Saturday, April 30, 2016

Rain


Since nobody reads blogs anymore, especially when they're kept up as seldom as this one has been, I guess I can just thought-stream about strange things.

It dawned on me the other day how much raw feeling humanity has had for rain; joy, fear, despair.  Just how much sheer time humanity has spent thinking about rain.


Early human communities worshipped the sun, knowing it was life-giving, but I think we worried about it less than we did about rain.  Food depended on both, but the sun was more predictable.  Rain, rain, too much, too little, too early, too late.  One crop flourishes, one withers, under the same timing and amount of rainfall.
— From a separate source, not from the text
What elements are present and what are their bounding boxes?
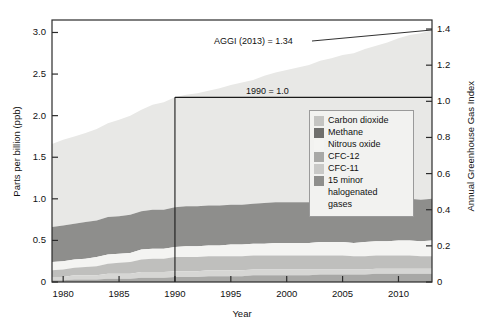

Floods.   Parched earth.   Floods followed by parching.  Praying and begging for less rain.  Praying and begging for more.  Finding yourself watching a deluge with cold fear, and then a few months later, day after day of dryness, wishing and hoping for rain.  Give us life, don't take life away from us.  What can we do to bring the rain?  To stop the rain?  Prayers and cloud-seeding and human sacrifice to a god who seems angry enough to withhold rain.

It's used as a metaphor for scary, for stressful, for Bad days.  Rainy days, versus sunny days.
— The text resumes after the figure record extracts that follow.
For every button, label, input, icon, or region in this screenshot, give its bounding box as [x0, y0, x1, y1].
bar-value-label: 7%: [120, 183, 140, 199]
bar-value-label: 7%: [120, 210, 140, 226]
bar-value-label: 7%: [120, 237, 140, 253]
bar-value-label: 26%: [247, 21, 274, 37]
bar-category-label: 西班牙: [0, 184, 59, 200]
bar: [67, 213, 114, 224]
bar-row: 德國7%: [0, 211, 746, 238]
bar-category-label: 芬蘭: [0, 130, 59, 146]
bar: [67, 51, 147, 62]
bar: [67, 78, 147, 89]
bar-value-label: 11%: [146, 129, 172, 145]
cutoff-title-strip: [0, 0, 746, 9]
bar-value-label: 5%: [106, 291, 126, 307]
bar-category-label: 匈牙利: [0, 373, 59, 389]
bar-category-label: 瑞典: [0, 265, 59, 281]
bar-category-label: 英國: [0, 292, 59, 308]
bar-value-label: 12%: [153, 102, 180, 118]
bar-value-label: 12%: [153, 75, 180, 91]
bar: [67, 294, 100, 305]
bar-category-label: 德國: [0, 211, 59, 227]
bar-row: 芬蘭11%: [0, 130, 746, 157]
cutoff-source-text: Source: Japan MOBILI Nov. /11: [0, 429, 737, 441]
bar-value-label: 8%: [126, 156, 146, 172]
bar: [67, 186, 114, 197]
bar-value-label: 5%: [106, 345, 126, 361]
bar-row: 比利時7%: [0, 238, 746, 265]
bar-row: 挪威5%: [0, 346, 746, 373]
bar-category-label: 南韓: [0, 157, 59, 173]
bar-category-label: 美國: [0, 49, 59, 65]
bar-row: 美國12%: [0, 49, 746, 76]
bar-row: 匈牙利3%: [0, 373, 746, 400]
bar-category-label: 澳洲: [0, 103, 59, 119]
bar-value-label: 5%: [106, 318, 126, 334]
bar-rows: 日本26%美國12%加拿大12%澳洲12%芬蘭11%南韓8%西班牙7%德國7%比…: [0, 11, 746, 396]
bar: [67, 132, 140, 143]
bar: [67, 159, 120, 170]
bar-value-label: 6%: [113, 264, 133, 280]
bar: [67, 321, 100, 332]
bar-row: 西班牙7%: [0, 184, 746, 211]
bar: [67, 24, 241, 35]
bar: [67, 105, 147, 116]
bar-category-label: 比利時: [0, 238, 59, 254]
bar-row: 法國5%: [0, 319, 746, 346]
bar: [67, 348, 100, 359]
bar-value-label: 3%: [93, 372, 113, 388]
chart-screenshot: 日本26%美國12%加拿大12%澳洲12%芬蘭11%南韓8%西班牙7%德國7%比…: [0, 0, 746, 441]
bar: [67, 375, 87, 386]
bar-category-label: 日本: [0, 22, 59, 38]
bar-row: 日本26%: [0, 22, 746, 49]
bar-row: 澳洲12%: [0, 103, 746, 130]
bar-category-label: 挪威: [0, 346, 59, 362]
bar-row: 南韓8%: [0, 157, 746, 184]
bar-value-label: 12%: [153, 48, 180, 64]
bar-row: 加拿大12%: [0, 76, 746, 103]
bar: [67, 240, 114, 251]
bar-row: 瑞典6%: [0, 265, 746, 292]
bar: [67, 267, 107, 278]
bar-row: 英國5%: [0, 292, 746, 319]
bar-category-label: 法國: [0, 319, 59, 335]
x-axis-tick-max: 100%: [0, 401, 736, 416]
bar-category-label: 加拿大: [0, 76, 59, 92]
         Don't sorrow for sunshine, learn to dance in the rain!

Sunshine seems benevolent, its dangers known but controllable.  Its apparent less danger is only a seeming, but it seems more passive.  It's just There, whether clouds mask it or not.  Droughts are not thought of as its presence, they are the absence of the clouds and the rain.  The sun gets less blame.   Or God gets less blame for too much sun, than he gets for too little rain.  

Rain gives life, but it's capricious, scary, its ability to kill as obvious, and as unpredictable, as its healing and life-giving powers.

But both of them, the sun and the rain, give both.